Child vaccination rates have declined again, likely causing an increase in formerly rare diseases.

https://www.youtube.com/watch?v=X0s8dAMhLgI

California’s Minimum Wage Hike Cost 18,000 Fast-Food Jobs as Employment Ticked Up in Other States

“The law transferred wealth from workers who lost their jobs to those who didn’t.”

https://reason.com/2025/07/16/californias-minimum-wage-hike-cost-18000-fast-food-jobs-as-employment-ticked-up-in-other-states/

How the Teamsters Cost 30,000 People Their Jobs

“A couple years ago, the Teamsters demanded more pay from UPS. It seemed like UPS could easily afford it. The company made almost $13 billion in 2021.

UPS used some of that money to hire more union workers. Then it offered them raises.

But Teamster boss Sean O’Brien wanted more. He threatened a strike.

UPS gave in…

Today, full-time drivers make $170,000 a year.

Good for them—for those who still have jobs.

But paying for the new Teamster contract meant UPS wasn’t as competitive as before. It raised some prices and lost business to other shippers.

Profit dropped.

In 2024, UPS laid off 12,000 workers. The next year, 20,000.

It wasn’t just the wage hikes; it’s also the work rules.

The Teamsters agreement includes hundreds of pages—limits on subcontracting, bans on employees working long hours, etc….many of which made it hard for a company to adapt and cut costs.
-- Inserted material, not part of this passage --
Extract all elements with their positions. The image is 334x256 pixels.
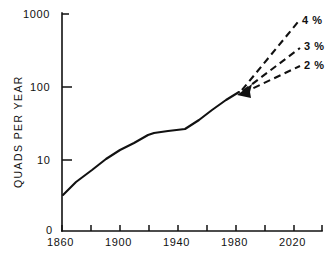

“These headline-grabbing union deals are delivering short-run sugar highs with long-run hangovers,” says Mercatus Center economist Liya Palagashvili. “UPS is just one example of this.”

Another was Yellow Corp—once one of the largest freight carriers in America.

Then the Teamsters threatened to strike, demanding faster payments of health care and pension benefits.

The company warned that a strike could bankrupt it.

But O’Brien kept pushing, saying, “The company has two more days to fulfill its obligations, or we will strike. Teamsters at Yellow are furious and ready to act!”

Yellow gave in. The strike was averted.

Days later, the trucking company shut down for good.

Thirty thousand people lost their jobs.

…” [Yellow Corp] was having a lot of financial issues. But if you’re on the verge of collapse, the last thing you need is a Teamsters Labor Union contract that says you have to increase labor costs.”

“The same year Yellow went bankrupt, United Auto Workers went on strike against Stellantis, the company that owns Chrysler. Stellantis gave in, giving the UAW a pay raise and promising to open a new plant.

But then Stellantis started laying off workers: 1,340 during the strike and 2,450 more the next year.

In 2024, the International Association of Machinists and Aerospace Workers walked off the job demanding better pay from Boeing. Boeing gave in.

One month later, Boeing announced a 10 percent work force cut.”

“Palagashvili says, “It wasn’t trade that killed the Rust Belt. It was labor unions. Unions in the Rust Belt were striking. Companies said, ‘Higher labor costs, tons of strikes, productivity isn’t going up, we’re going to relocate,’ and they did.”

Unions help some workers. But they hurt many more.”